On Mother’s Day, Andy walked into Best Buy to purchase a battery charger and walked out with home theater.
“I saved $45,” he stated, as I walked up to him at the cashier’s desk.
“It's too good a deal to pass up,” echoed the cashier.
“I bought the same system last week,” chimed in a salesman standing behind the cashier.
I glared at the salesmen, then looked back at Andy. “What are you going to do with it?” I asked.
The last time Andy played with a home theater, he installed a "soundbar" underneath our gigantic TV, which he purchased two years ago when I was away on business. I found out about this new TV when Sam squealed into the phone, “Guess what, Mom? I got to ride in the front seat of the car today!”
She was 6, and the TV filled the entire back end of our Toyota Highlander with the rear seats folded down.
“What’s wrong with the TV’s built-in speakers?” I asked Andy when he purchased that soundbar.
“Nothing,” he said. “The soundbar will just improve the audio experience.”

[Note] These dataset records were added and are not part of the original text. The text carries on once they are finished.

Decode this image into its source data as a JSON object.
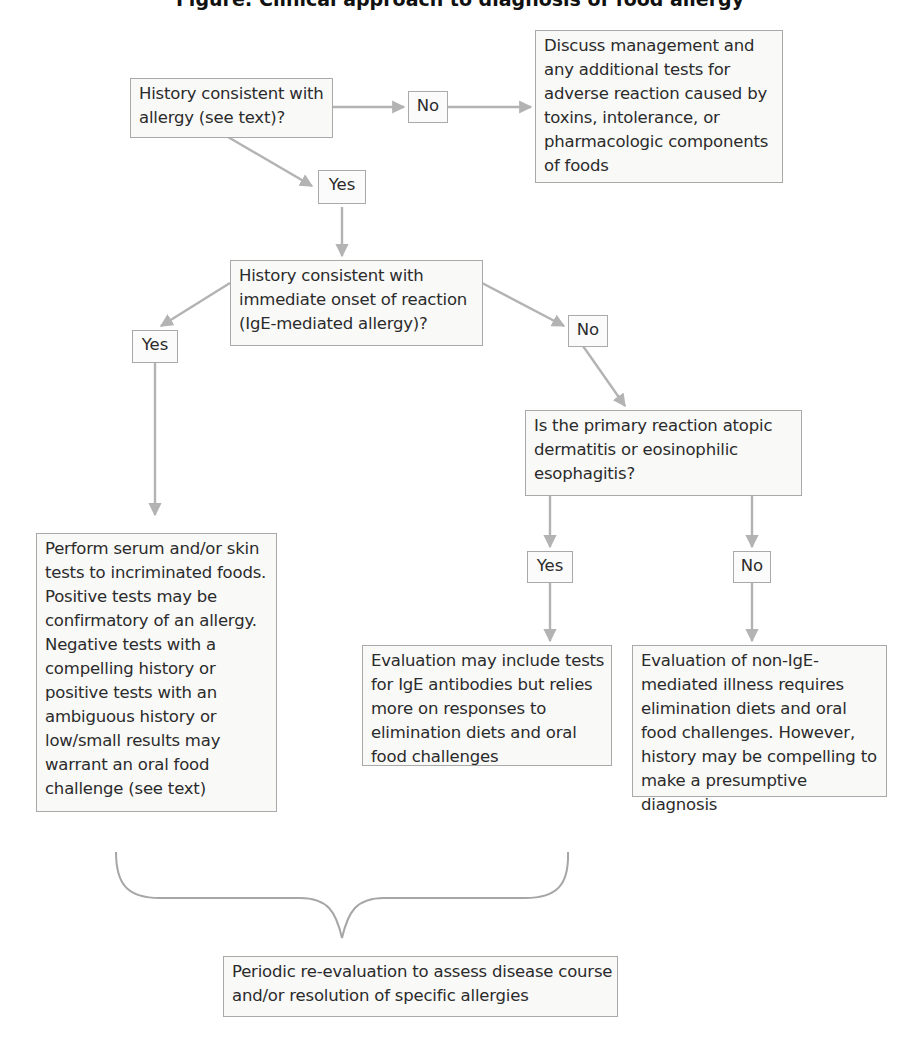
{
  "title": "Figure: Clinical approach to diagnosis of food allergy",
  "colors": {
    "box_border": "#a9a9a9",
    "box_fill": "#f9f9f8",
    "arrow": "#b3b3b3",
    "text": "#2b2b2b"
  },
  "nodes": {
    "history_allergy": {
      "lines": [
        "History consistent with",
        "allergy (see text)?"
      ]
    },
    "discuss_management": {
      "lines": [
        "Discuss management and",
        "any additional tests for",
        "adverse reaction caused by",
        "toxins, intolerance, or",
        "pharmacologic components",
        "of foods"
      ]
    },
    "immediate_onset": {
      "lines": [
        "History consistent with",
        "immediate onset of reaction",
        "(IgE-mediated allergy)?"
      ]
    },
    "primary_reaction": {
      "lines": [
        "Is the primary reaction atopic",
        "dermatitis or eosinophilic",
        "esophagitis?"
      ]
    },
    "serum_skin_tests": {
      "lines": [
        "Perform serum and/or skin",
        "tests to incriminated foods.",
        "Positive tests may be",
        "confirmatory of an allergy.",
        "Negative tests with a",
        "compelling history or",
        "positive tests with an",
        "ambiguous history or",
        "low/small results may",
        "warrant an oral food",
        "challenge (see text)"
      ]
    },
    "ige_antibody_eval": {
      "lines": [
        "Evaluation may include tests",
        "for IgE antibodies but relies",
        "more on responses to",
        "elimination diets and oral",
        "food challenges"
      ]
    },
    "non_ige_eval": {
      "lines": [
        "Evaluation of non-IgE-",
        "mediated illness requires",
        "elimination diets and oral",
        "food challenges. However,",
        "history may be compelling to",
        "make a presumptive",
        "diagnosis"
      ]
    },
    "periodic_reeval": {
      "lines": [
        "Periodic re-evaluation to assess disease course",
        "and/or resolution of specific allergies"
      ]
    }
  },
  "labels": {
    "no_1": "No",
    "yes_1": "Yes",
    "yes_2": "Yes",
    "no_2": "No",
    "yes_3": "Yes",
    "no_3": "No"
  },
  "edges": [
    {
      "from": "history_allergy",
      "label": "No",
      "to": "discuss_management"
    },
    {
      "from": "history_allergy",
      "label": "Yes",
      "to": "immediate_onset"
    },
    {
      "from": "immediate_onset",
      "label": "Yes",
      "to": "serum_skin_tests"
    },
    {
      "from": "immediate_onset",
      "label": "No",
      "to": "primary_reaction"
    },
    {
      "from": "primary_reaction",
      "label": "Yes",
      "to": "ige_antibody_eval"
    },
    {
      "from": "primary_reaction",
      "label": "No",
      "to": "non_ige_eval"
    },
    {
      "from": [
        "serum_skin_tests",
        "non_ige_eval"
      ],
      "label": "",
      "to": "periodic_reeval"
    }
  ]
}
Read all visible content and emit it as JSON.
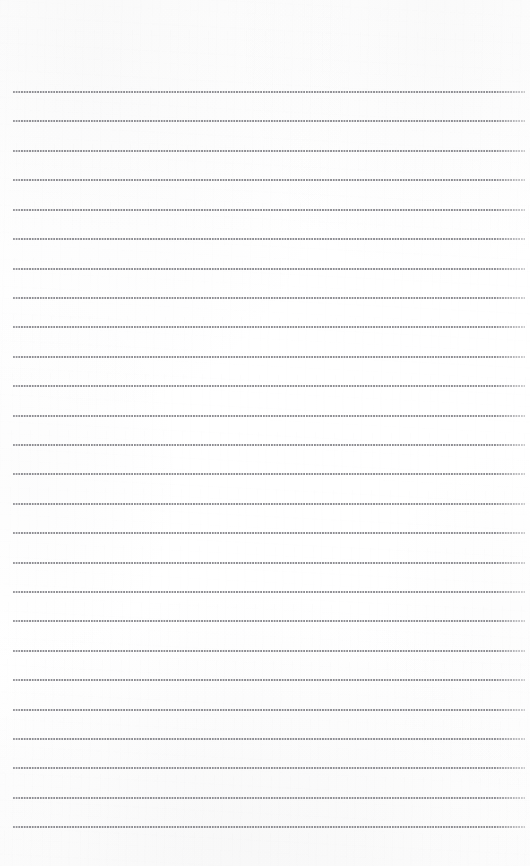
{
  "document": {
    "type": "lined-notebook-page",
    "title": "Blank lined notepad page",
    "content_text": "",
    "page_width": 530,
    "page_height": 866,
    "background_color": "#fefefe",
    "has_visible_text": false,
    "has_handwriting": false
  },
  "rules": {
    "style": "dotted",
    "count": 26,
    "first_line_y": 91,
    "line_spacing": 29.4,
    "line_start_x": 13,
    "line_end_x": 525,
    "line_thickness": 2,
    "dot_color": "#8d8d92",
    "dot_pitch": 2.7,
    "positions_y": [
      91,
      120,
      150,
      179,
      209,
      238,
      268,
      297,
      326,
      356,
      385,
      415,
      444,
      473,
      503,
      532,
      562,
      591,
      620,
      650,
      679,
      709,
      738,
      767,
      797,
      826
    ]
  },
  "margins": {
    "top_margin_height": 91,
    "bottom_margin_height": 40,
    "left_margin_width": 13,
    "right_margin_width": 5
  },
  "texture": {
    "grain_opacity": 0.55,
    "corner_tint_color": "#8c8c92",
    "paper_tone": "#fdfdfd"
  }
}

Audio experience? I never thought of TV as offering an “audio experience.”
After installing the center soundbar under the TV, he was intrigued that only the TV voices came out of it, while the rest of the noise emanated from the TV’s built-in speakers. I couldn’t tell the difference.
Surround sound is another matter though. It feels like a home invasion. I don’t want Jon Stewart to sneak up behind me or feel as if I’m in the front row at American Idol.
“You’ll like it,” he kept insisting. Just like I like the high-definition TV, he reminded me. OK, so yes, we can see the tennis ball when we’re watching Wimbledon. And the fact that Maria Sharapova has acne scars on her chin.
Standing at the cashier in Best Buy, I let loose with a volley of passive-aggressive teasing: “Ah, nice battery charger” and “Happy Mother’s Day to me.”
He exhaled, then declared: “I’ve wanted this for years, and I’m buying it.”
OK, then.
I didn’t speak much at dinner. I was quietly fuming that I never just saunter into a furniture store and purchase new sofas — granted $200 home theater speakers are a far cry from the cost of new living room furniture.
In our 11 years of marriage, the only furniture I have purchased is a $29.95 faux suede ottoman at Bed Bath & Beyond. It sits in front of a musty hand-me-down leather chair from my in-laws.
Andy isn’t bothered by our mismatched, musty furniture. It’s well-built furniture, he insists — better than what we could buy at the local Sofas-N-More. Left to himself — with no wife or child to accommodate — he could live in a cave, as long as it had a big-screen HD TV, cable, one comfortable chair, a refrigerator, the fastest Internet connection available, and a shower the size of a locker room. Oh, and a bed. With a TempurPedic mattress and pillow.
And home theater.
Of all his tech-y purchases, this one just hasn’t worked for me. Watching baseball the other night, I kept thinking I heard a cat fight and hit mute to see where it was coming from. It took three tries before I realized it was the fans at Fenway cheering from the mantelpiece. Then, watching the Grey’s Anatomy season finale, I heard a droning sound that was either a helicopter overhead or the furnace about to explode. Mood music, I realized, the second time I hit mute.
And yes, Sam has asked us to turn down the TV so she can sleep. At that low volume, I can hear the droning and the cat-fight-like sounds, but not any words being spoken.
Mostly though, I’ve kept my complaints to myself. Without Andy’s tech savvy, I would own an unreliable PC infected with viruses, a 10-year-old cell phone with no texting or email capabilities, and a 25-year-old TV with 13 push-button channels and no remote.
But if sofas came with built-in speakers, would I have new furniture too?